Chart: 2 sides of our prescription drug costs


By Taxpayers Association of Oregon Foundation,

This chart helps explain the two-sided nature of American prescription drug costs.   This chart shows how the United States fares to comparable nations on costs.

One one hand, the chart shows that the United States overpays for brand name drugs (422% margin).    Most brand name drugs are invented and created in the United States.  These brand names  represent the best, most-effective and ground breaking medicine one can get anywhere in the world.   This is why they cost so much.   Other nations, like Canada and Europe, require these brand name drugs to be sold at a steep discount or they will not be accepted into their nation.   Pharma-companies accept the big cutbacks in order to access these markets.   This means the United States is subsidizing the most important brand name medicine for the rest of the world.    This is a perfect example of the trade imbalance that the President is trying to correct where other nations set restrictions on our products.

In a different tactic, Trump proposed an Executive Order this week demanding that pharmaceutical companies lower their prescription drug costs.   This is a very forced opportunity for companies to draw attention to the trade imbalances, Medicaid abuses and lawsuit abuse that lead to lopsided pricing.   The temptation is to enact price-controls which Biden tinkered with on a small scale during his term.  Drug price controls already failed in the 1970’s.  In fact, price controls have failed everywhere.  ALEC notes, “price controls are not a novel concept, but a practice with roots extending back to the Roman Empire and even nearly 2000 years earlier, to the Babylonians.  Each attempt throughout history has ended in failure, including in the United States, when President Richard Nixon had his ill-fated attempt to freeze prices and wages in the early 1970s which led, of course, to shortages, empty supermarket shelves, and gas lines. Admirably, President Nixon, later in life, acknowledged that these controls were a major policy error.”

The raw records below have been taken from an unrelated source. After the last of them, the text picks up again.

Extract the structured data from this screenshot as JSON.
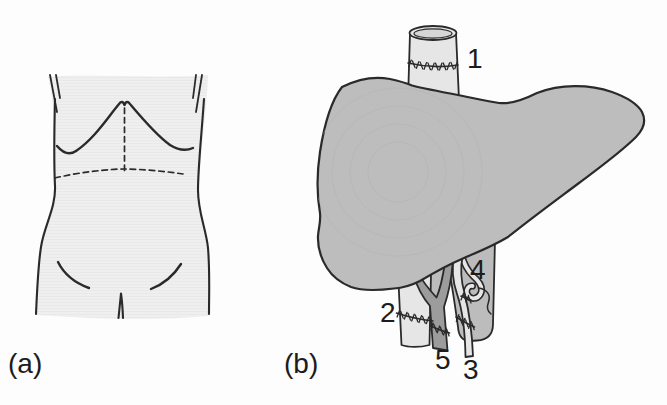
{
  "figure": {
    "panels": {
      "a": {
        "label": "(a)"
      },
      "b": {
        "label": "(b)",
        "annotations": {
          "n1": "1",
          "n2": "2",
          "n3": "3",
          "n4": "4",
          "n5": "5"
        }
      }
    },
    "colors": {
      "background": "#fdfdfd",
      "outline": "#2a2a2a",
      "liver-fill": "#bdbdbd",
      "band-fill": "#bcbcbc",
      "vessel-light": "#e6e6e6",
      "vessel-inner": "#d6d6d6",
      "portal-fill": "#9c9c9c",
      "text": "#1c1c1c"
    }
  }
}
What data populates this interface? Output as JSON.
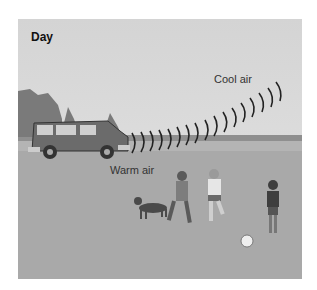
{
  "figure": {
    "title": "Day",
    "labels": {
      "cool_air": "Cool air",
      "warm_air": "Warm air"
    }
  }
}
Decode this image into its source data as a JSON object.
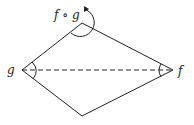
{
  "diagram": {
    "type": "rhombus-with-rotation",
    "vertices": {
      "top": {
        "x": 82,
        "y": 23
      },
      "left": {
        "x": 22,
        "y": 70
      },
      "right": {
        "x": 173,
        "y": 70
      },
      "bottom": {
        "x": 82,
        "y": 116
      }
    },
    "labels": {
      "composition": "f ∘ g",
      "left": "g",
      "right": "f"
    },
    "colors": {
      "stroke": "#222222",
      "background": "#ffffff"
    },
    "dashed_diagonal": {
      "from": "left",
      "to": "right"
    },
    "angle_marks": [
      "left",
      "right"
    ],
    "rotation_arrow": {
      "at": "top",
      "direction": "clockwise"
    }
  }
}
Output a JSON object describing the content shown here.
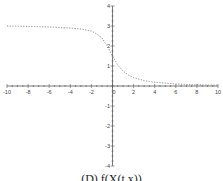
{
  "chart_data": {
    "type": "line",
    "title": "",
    "xlabel": "",
    "ylabel": "",
    "xlim": [
      -10,
      10
    ],
    "ylim": [
      -4,
      4
    ],
    "grid": false,
    "legend": null,
    "x_ticks": [
      -10,
      -8,
      -6,
      -4,
      -2,
      0,
      2,
      4,
      6,
      8,
      10
    ],
    "y_ticks": [
      -4,
      -3,
      -2,
      -1,
      0,
      1,
      2,
      3,
      4
    ],
    "series": [
      {
        "name": "curve",
        "style": "dotted",
        "color": "#888888",
        "x": [
          -10,
          -8,
          -6,
          -4,
          -3,
          -2,
          -1.5,
          -1,
          -0.5,
          0,
          0.5,
          1,
          1.5,
          2,
          3,
          4,
          6,
          8,
          10
        ],
        "y": [
          3.0,
          2.98,
          2.95,
          2.9,
          2.85,
          2.75,
          2.6,
          2.4,
          2.0,
          1.5,
          1.05,
          0.75,
          0.55,
          0.42,
          0.27,
          0.19,
          0.1,
          0.06,
          0.04
        ]
      }
    ]
  },
  "caption": "(D) f(X(t,x))",
  "colors": {
    "axis": "#555555",
    "curve": "#888888",
    "background": "#ffffff"
  }
}
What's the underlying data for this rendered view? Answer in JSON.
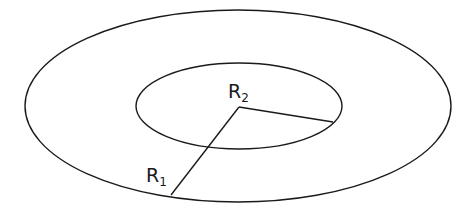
{
  "diagram": {
    "stroke_color": "#1a1a1a",
    "outer_ellipse": {
      "cx": 238,
      "cy": 106,
      "rx": 213,
      "ry": 96
    },
    "inner_ellipse": {
      "cx": 239,
      "cy": 106,
      "rx": 103,
      "ry": 43
    },
    "center": {
      "x": 239,
      "y": 107
    },
    "radius_R1": {
      "end_x": 171,
      "end_y": 195,
      "label_main": "R",
      "label_sub": "1"
    },
    "radius_R2": {
      "end_x": 333,
      "end_y": 122,
      "label_main": "R",
      "label_sub": "2"
    }
  }
}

Interestingly, the United States is the place where these leading drugs are made for the entire world simply because we do not over-tax, over-regulate or price-control our medicine like other nations.   If the United States aims to enact our own price controls — we will end up with sky high prices.

The United States has been dominating the world on research into new drugs.

The other side of the coin is the fact that Americans utilize a lot of generic brand use (roughly 91% of all drug purchases). American generic drug costs are very low.   When you factor in the generic costs for Americans it results in Americans paying less for prescription drugs than the average comparable nation.

In conclusion, Americans are paying slightly less than other countries for prescription drugs while having the best access to the latest leading medicinal inventions.  Yet, our brand name costs are clearly over-priced due to the fact that drug companies must pay other nations which require steep cuts to access their markets.   This means there is room to reduce drug costs in America by focusing on the relationship with other nations rather than to over-tax or over-regulate our domestic market.